Paula Scher: Works - Order from Unit Editions
Paula Scher: Works
Editors: Tony Brook & Adrian Shaughnessy
Design: Spin
Publisher: Unit Editions
Published April 2017
New book covering the career of of master designer Paula Scher, called “the most influential woman graphic designer on the planet.” (Ellen Lupton), This definitive, chronological visual record spans Paula’s early days in the music industry as an art director with CBS and Atlantic records; the launch of her first studio, Koppel & Scher; and her 25-year engagement with Pentagram.

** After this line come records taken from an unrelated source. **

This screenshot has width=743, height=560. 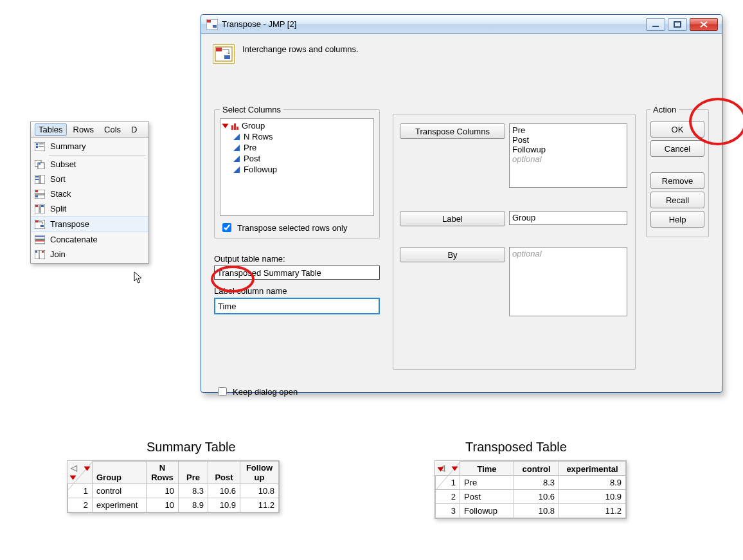 What do you see at coordinates (487, 483) in the screenshot?
I see `cell: Pre` at bounding box center [487, 483].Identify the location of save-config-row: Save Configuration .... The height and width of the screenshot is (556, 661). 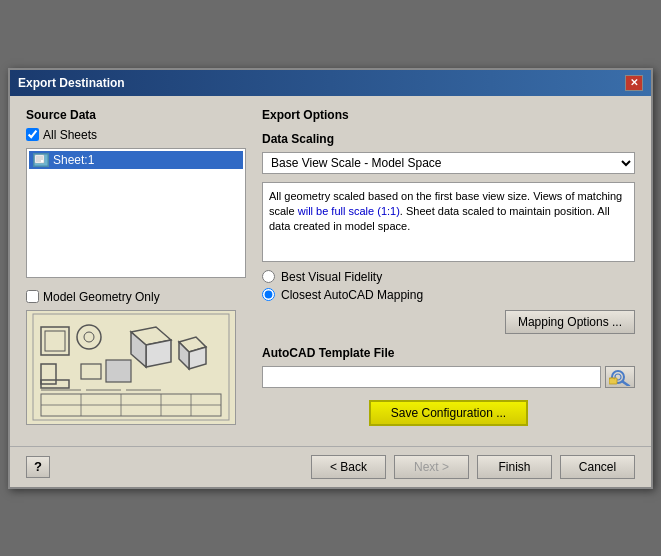
(448, 413).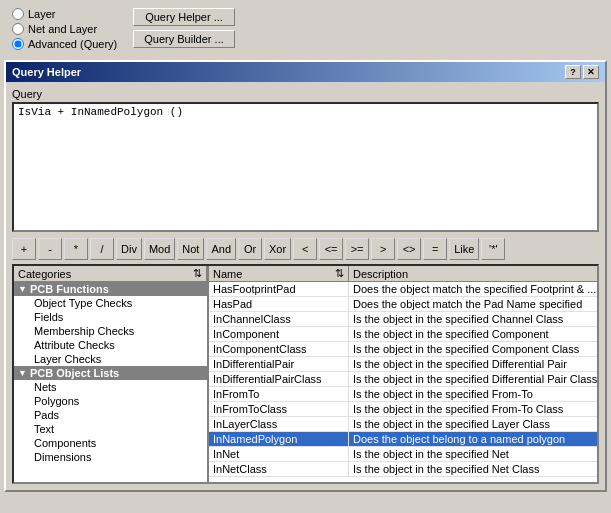  I want to click on or-button: Or, so click(250, 249).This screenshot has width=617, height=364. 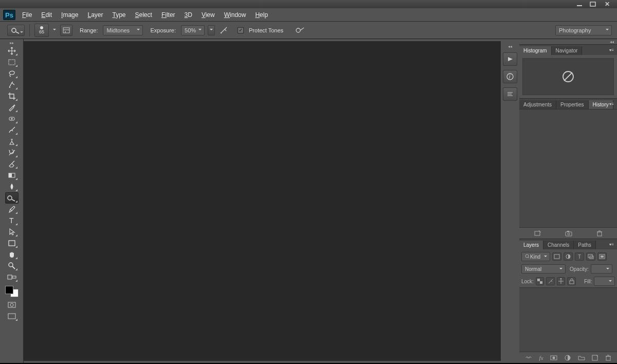 I want to click on create-document-from-state-icon, so click(x=537, y=233).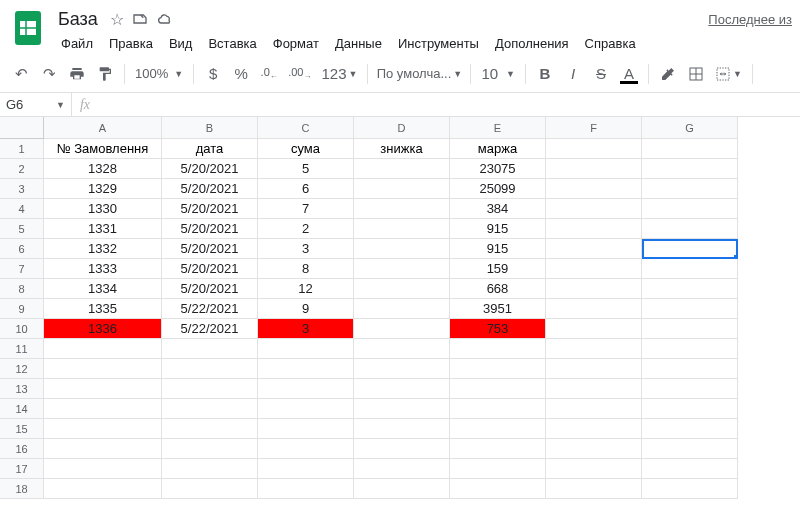  I want to click on cell-A11, so click(103, 349).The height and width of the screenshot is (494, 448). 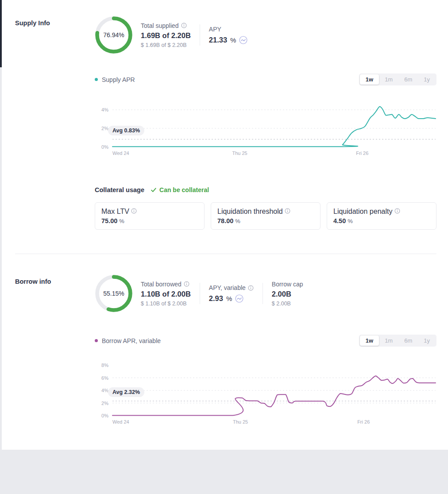 I want to click on borrow-cap-label: Borrow cap, so click(x=288, y=284).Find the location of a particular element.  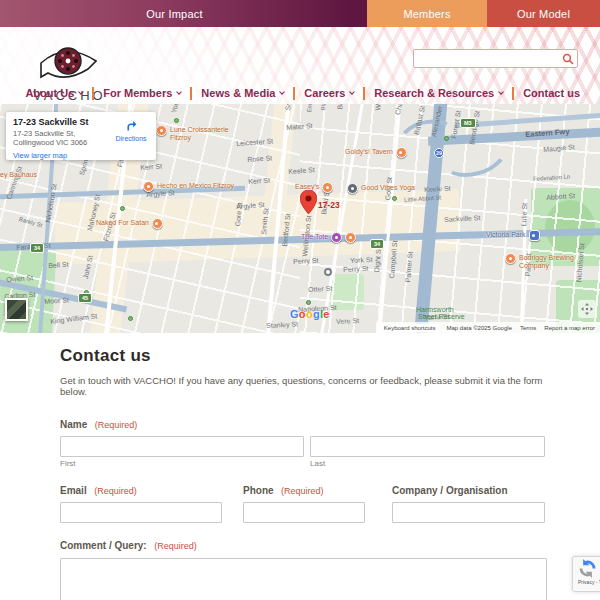

poi-label: Hecho en Mexico Fitzroy is located at coordinates (196, 186).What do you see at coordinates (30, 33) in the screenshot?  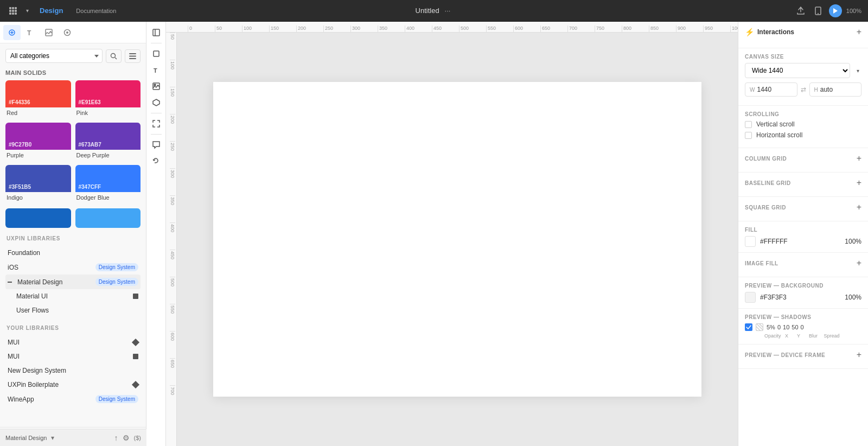 I see `text-tab: T` at bounding box center [30, 33].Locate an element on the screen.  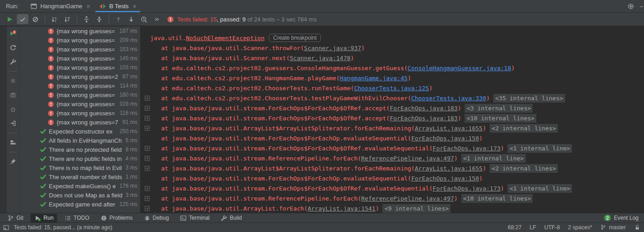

Type Tells Tales: New from Steven Heller and Gail Anderson
Type Tells Tales
by Steven Heller and Gail Anderson
Publisher: Yale University Press
Published May 30, 2017
Reveals how type can become both content and illustration, as letters take the form of people, animals, cars, or planes. With numerous illustrations by F. T. Marinetti, Bruno Munari, and Francis Picabia, among others, as well as by contemporary designers such as Richard Eckersley, John Hendrix, Maira Kalman, and Corita Kent.
The Moderns: Midcentury American Graphic Design: New from Steven Heller and Greg D’Onofrio
The Moderns
by Steven Heller and Greg D’Onofrio
Publisher: Abrams
Published September 19, 2017
Featuring more than 60 designers whose magazine, book, and record covers; advertisements and package designs; posters; and other projects created the visual aesthetics of postwar modernity in America. Some were émigrés from Europe; others were homegrown; all were intoxicated by elemental typography, primary colors, photography, and geometric or biomorphic forms. Some are well-known, others are honored in this volume for the first time, and together they comprised a movement that changed our design world.